CHARLESTON, S.C. (WCSC) – A South Carolina-based organization is getting more resources to offer in-home care for new Lowcountry mothers.
Children’s Trust South Carolina funds agencies across the state that offer free home visits to help those in their early stages of motherhood prepare for what’s to come. Those programs are now receiving an extra $1 million in funding through the federal Maternal, Infant, and Early Childhood Home Visiting Grant.
For the first time, the grant is offering a three-to-one money grant. The federal government will pitch in $750,000 and Children’s Trust South Carolina will match $250,000.

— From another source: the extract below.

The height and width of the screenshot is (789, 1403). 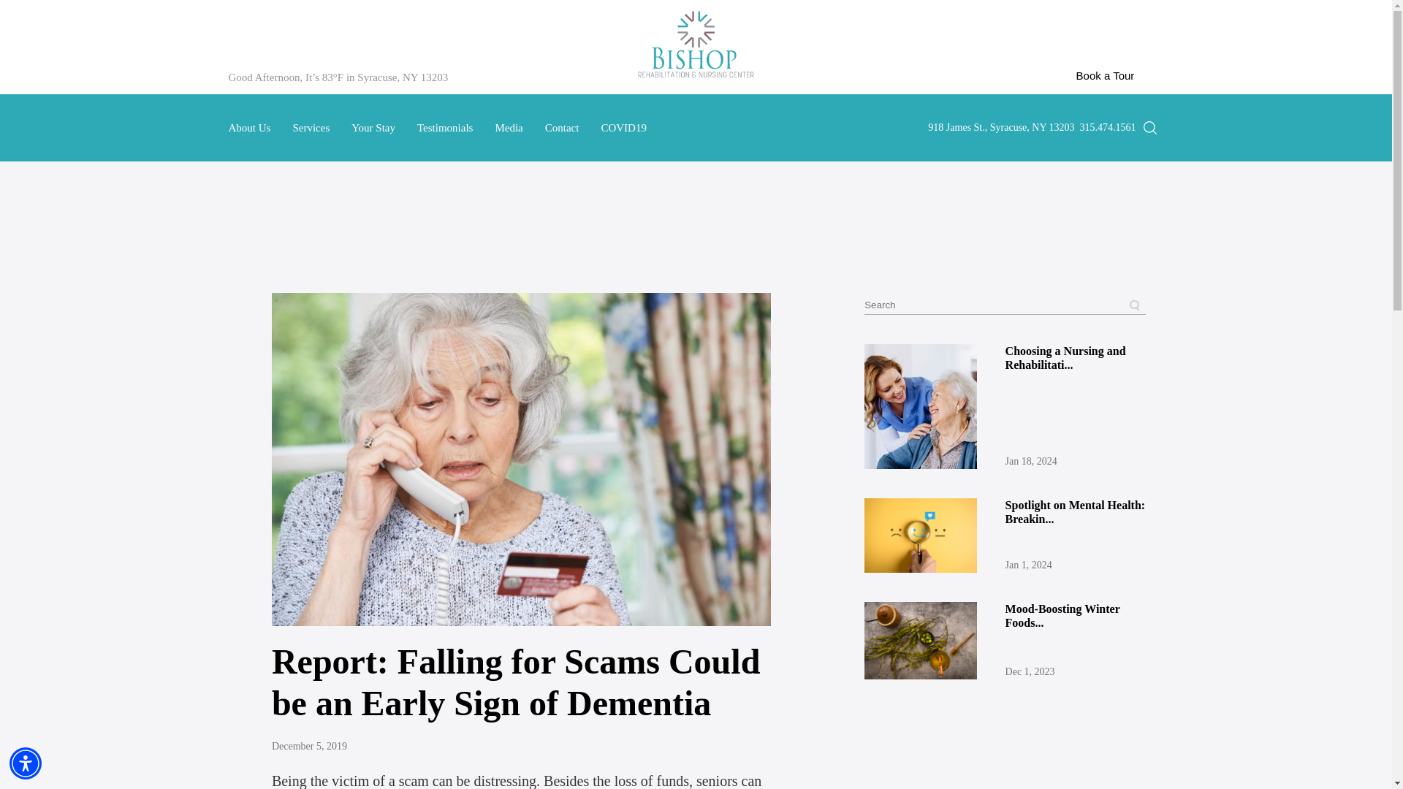 I want to click on 918 James St., Syracuse, NY 13203, so click(x=1001, y=127).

The Home Visiting programs use nurses, early childhood specialists and social workers as visitors to support family functions and child health and wellbeing. The state organization uses three program models: Healthy Families America, Nurse Family Partnership and Parents as Teachers. The models target family issues such as low-income parents or single mothers with goals of lowering abuse or maltreatment. The free programs work to increase parent-child interaction, wellbeing and school readiness.

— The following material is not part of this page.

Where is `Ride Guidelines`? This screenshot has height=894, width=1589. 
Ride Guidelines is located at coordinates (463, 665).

Dr. Luke Edmonson, a pediatrician at MUSC Children’s Health in Moncks Corner, works closely with grant funding as the center partners with the trust. He says the home visiting programs target the early age group as major brain development happens in the first 1,000 days.

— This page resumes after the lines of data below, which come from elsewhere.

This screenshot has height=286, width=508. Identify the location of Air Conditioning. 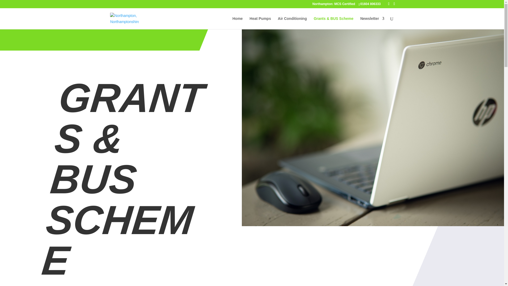
(292, 23).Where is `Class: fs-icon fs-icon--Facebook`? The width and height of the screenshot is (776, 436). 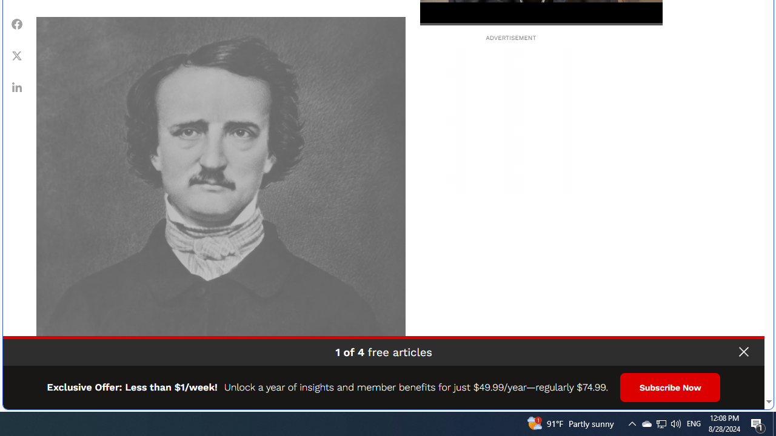
Class: fs-icon fs-icon--Facebook is located at coordinates (17, 24).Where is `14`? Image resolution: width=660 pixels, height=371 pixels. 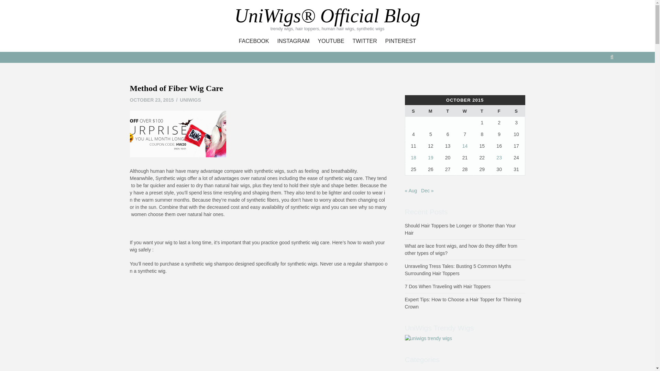
14 is located at coordinates (465, 146).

“If you can put that child on a positive trajectory… that is going to pay off benefits for the rest of their life,” he says. “It’s really hard to kind of put into words, like, how big of a difference it can make if you intervene early. As opposed to that child you only recognize there’s a problem, for example, when they start kindergarten. There’s not a whole lot you can do to change that trajectory sometimes.”
Edmondson says helping families and children be successful positively impacts the community in the long run.
“There’s so many things that they look at that this is an improvement,” Edmondson says. “If a family is able to get off of Medicaid and get private insurance because they get a better job or if they’re able to improve their housing condition. All these kinds of things have economic benefits to society as a whole that come from paying money into this program.”
Patients are able to join the free programs through referrals by medical staff.
Children’s Trust data shows 44 out of 46 counties across the state need available child outcome resources and services. But at the moment, that data shows only 10 percent of families are using the programs.
The organization wants to address awareness and access to home visiting in rural areas.